A sharing rule is an automated mechanism in Salesforce that grants record-level access to specified groups of users beyond the Organization-Wide Default (OWD) baseline. Sharing rules can only open access — they never restrict — and they’re the standard way to give one team visibility into another team’s records when the OWD is Private or Public Read Only.
The two types of sharing rules
| Type | Trigger | Use case |
|---|---|---|
| Owner-based sharing rule | Records owned by users in a specific group, role, or territory are shared with another group, role, or territory. | ”Share all opportunities owned by EMEA Sales with the EMEA Support team.” |
| Criteria-based sharing rule | Records matching specific field criteria are shared regardless of owner. | ”Share all High Priority cases with the Tier 2 Escalation group.” |
Both types result in the same outcome — a row in the appropriate *__Share table — and both can grant either Read Only or Read/Write access.
Who can be the recipient
The “shared with” target of a sharing rule can be:
- Public Groups (the most flexible — can include users, roles, roles+subordinates, other public groups)
- Roles
- Roles and Subordinates (a role plus everyone below in the hierarchy)
- Roles, Internal Subordinates (excludes external community users)
- Territories (when Enterprise Territory Management is enabled)
- Portal/Community roles (for external sharing)
You cannot share directly to a list of individual users via a sharing rule — for one-off shares to a specific user, use manual sharing instead.
When sharing rules are even necessary
Sharing rules are pointless if the OWD is already Public Read/Write — everyone can already see and edit. They’re only meaningful when:
- OWD is Private — sharing rules grant Read or Read/Write.
- OWD is Public Read Only — sharing rules can upgrade specific recipients to Read/Write.
If you’re seeing a sharing rule on an object with Public Read/Write OWD, it’s leftover from a prior configuration and you can safely remove it.
Real scenario
“OWD for Opportunity is Private. Reps see only their own. The CFO team needs read-only visibility into every opportunity over $1M. How do you set this up?”
The clean answer is a criteria-based sharing rule:
- Create a public group named “CFO Office” containing the CFO and their direct team.
- Setup → Sharing Settings → Opportunity Sharing Rules → New.
- Rule type: Based on criteria.
- Criteria:
Amount >= 1000000. - Share with: public group “CFO Office”.
- Access level: Read Only.
Every opportunity that meets the criteria — current and future — is automatically shared. If an opportunity drops below $1M, the rule revokes the share on the next recalculation.
Limits to know for interviews
These are the kind of specifics interviewers ask about to gauge depth:
- Per-object limits: 300 sharing rules per object, of which 50 can be criteria-based (older limits were lower; the current published cap is 300/50 per object).
- Up to 500 sharing rules per object can be granted via support exception in some cases — but standard org limits are 300/50.

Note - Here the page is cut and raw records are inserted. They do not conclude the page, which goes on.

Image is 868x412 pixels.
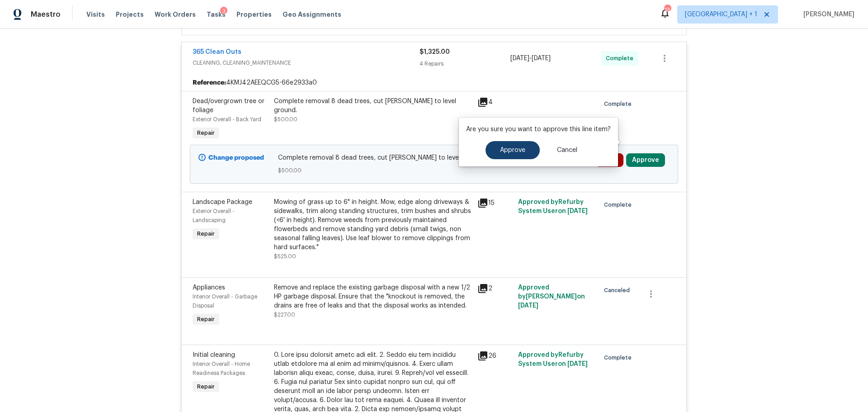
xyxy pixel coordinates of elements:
span: [DATE] [511,55,529,62]
button: Approve [485,141,540,159]
span: Appliances [193,285,225,291]
div: 4KMJ42AEEQCG5-66e2933a0 [182,74,687,91]
span: $227.00 [274,312,295,317]
a: 365 Clean Outs [193,49,241,55]
div: Mowing of grass up to 6" in height. Mow, edge along driveways & sidewalks, trim along standing st... [274,198,472,252]
div: 2 [477,283,513,294]
span: $500.00 [274,117,298,122]
span: Visits [87,10,105,19]
span: Interior Overall - Home Readiness Packages [193,362,250,376]
span: Complete removal 8 dead trees, cut [PERSON_NAME] to level ground. [278,153,590,163]
span: - [511,54,551,63]
span: Dead/overgrown tree or foliage [193,98,264,113]
span: [DATE] [532,55,551,62]
span: Complete [604,354,636,362]
span: Interior Overall - Garbage Disposal [193,294,257,309]
span: $500.00 [278,166,590,175]
span: [DATE] [567,208,588,214]
div: Complete removal 8 dead trees, cut [PERSON_NAME] to level ground. [274,96,472,115]
span: Exterior Overall - Landscaping [193,209,234,223]
div: Remove and replace the existing garbage disposal with a new 1/2 HP garbage disposal. Ensure that ... [274,283,472,310]
div: 4 [477,96,513,108]
span: Work Orders [155,10,195,19]
span: Repair [194,128,218,138]
span: [GEOGRAPHIC_DATA] + 1 [685,10,758,19]
span: Complete [604,201,636,210]
span: [DATE] [518,302,538,309]
b: Reference: [193,78,226,88]
div: 13 [664,5,671,14]
span: Approve [500,147,525,154]
span: Canceled [604,286,634,295]
span: Initial cleaning [193,352,235,358]
span: Tasks [207,11,225,18]
div: 15 [477,198,513,209]
span: $1,325.00 [420,49,450,55]
span: Projects [116,10,144,19]
span: Maestro [31,10,61,19]
span: [DATE] [567,361,588,367]
span: CLEANING, CLEANING_MAINTENANCE [193,58,420,67]
span: Repair [194,382,218,391]
span: Cancel [557,147,577,154]
span: Exterior Overall - Back Yard [193,117,262,122]
button: Cancel [543,141,592,159]
span: Properties [237,10,271,19]
div: 4 Repairs [420,59,511,68]
p: Are you sure you want to approve this line item? [466,125,611,134]
span: Geo Assignments [283,10,341,19]
span: [PERSON_NAME] [800,10,855,19]
span: $525.00 [274,254,296,259]
span: Complete [604,100,636,109]
div: 3 [220,7,227,16]
span: Repair [194,315,218,324]
span: Landscape Package [193,199,252,205]
span: Approved by Refurby System User on [518,352,588,367]
button: Approve [626,153,665,167]
span: Repair [194,229,218,239]
span: Approved by [PERSON_NAME] on [518,285,585,309]
span: Complete [605,54,637,63]
div: 26 [477,350,513,362]
b: Change proposed [209,155,264,161]
span: Approved by Refurby System User on [518,199,588,214]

- Sharing rule changes trigger sharing recalculation in the background, which can take significant time on large orgs.
- Criteria-based rules can use up to 10 criteria conditions combined with AND/OR.
These numbers do shift between releases, so the safe interview answer is: “There are per-object caps — 300 total and 50 criteria-based — and changes trigger recalculation, which on large orgs runs asynchronously.”
Sharing rule vs the other sharing mechanisms
| Mechanism | Scope | Reversible | Triggered by |
|---|---|---|---|
| OWD | Object-wide baseline | Yes (change setting) | Org configuration |
| Role hierarchy | Records owned by direct/indirect reports | Yes (re-parent user) | Hierarchy structure |
| Sharing rule | Groups of records to groups of users | Yes (delete rule) | Owner change or criteria match |
| Manual sharing | One record to one user/group | Yes (remove share) | Owner clicks “Share” on a record |
| Apex sharing | Custom programmatic shares | Yes (delete via Apex) | Trigger or batch logic |
| Team sharing | Account, Opportunity, Case teams | Yes (remove team member) | Team membership |
Verified against: Salesforce Help — Sharing Rules and the Sharing & Visibility Architect resources. Last reviewed 2026-05-17.